Lisbon City Council evaluates homelessness plan and hopes for more support

Lisbon City Council evaluates homelessness plan and hopes for more support

Homeless depressed beggar on the street

Lisbon City Councilor for Human and Social Rights, Sofia Athayde, said today that she hopes Social Security will also increase its support for organizations that experience difficulties in accompanying homeless people.

“Under my leadership, the amount was increased from 19 to 21 euros, in a meeting with the entities and in agreement with the entities,” said Sofia Athayde, adding that Social Security, which reimburses the “same entities, will also have to follow” the municipality’s increase.

The councillor elected by the PSD/CDS-PP/MPT/PPM/Aliança coalition was speaking at the Lisbon Municipal Assembly’s (AML) standing committee on Human and Social Rights, Citizenship and Transparency and Combating Corruption, in a hearing via videoconference, as part of the proposal for the Municipal Plan for Homeless People (PMPSSA) 2024-2030.

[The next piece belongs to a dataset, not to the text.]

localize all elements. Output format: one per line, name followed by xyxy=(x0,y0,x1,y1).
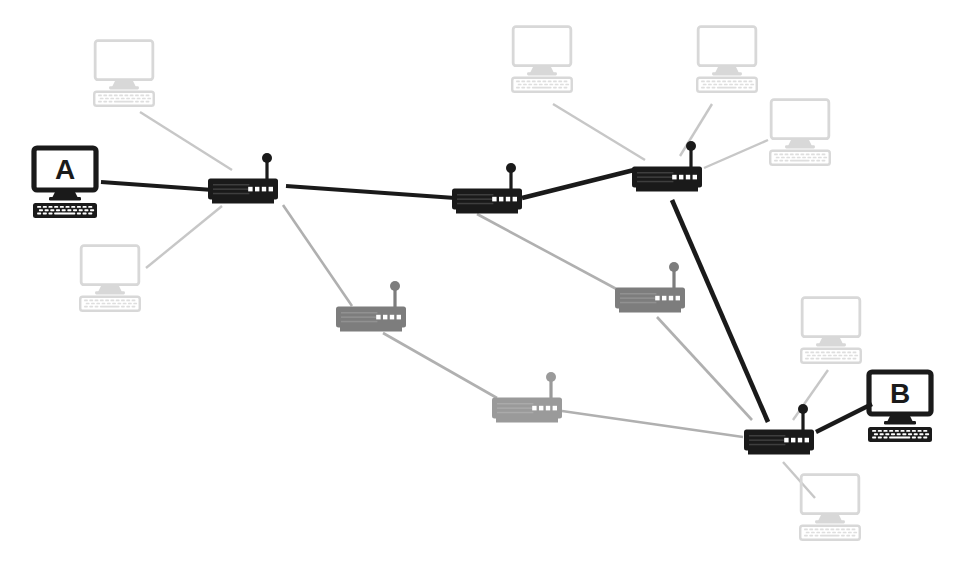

Unattached municipal deputy Daniela Serralha, elected by the Cidadãos por Lisboa (CPL) movement, asked the councillor if there were plans to increase support for non-governmental organizations that accompany homeless people in the city of Lisbon, who complain that “the amount is manifestly little, it’s manifestly low” in relation to what they receive.

“The associations are distressed, the situation in the city is blatant, it’s frightening,” she said.

The municipal official responsible for monitoring the PMPSSA explained that the document “provides for an investment of 70 million euros” over seven years, “targets 23 objectives, has 89 measures, on five fronts of intervention”, in the sense of “more intervention, intervention in the street context, housing, social insertion, knowledge and communication”.

“This new plan is considered innovative, it provides for an increase in the number of accommodation places made available by the city council, so from the current 1,050 we’ve gone up to 1,700, in other words, we have a 62% increase in places,” said Sofia Athayde.

“Our strategic objective is also to reduce the time spent on the streets for people who are homeless, in this case for people who are also homeless,” she said.

The coordinator of the plan’s team, Paulo Santos, told the municipal deputies that the council is committed to “preventing people from returning to homelessness”, and to creating “a technical street team in the city”, which will make it possible to make “a qualitative leap” with all the services, “from language”, to social and mental health support.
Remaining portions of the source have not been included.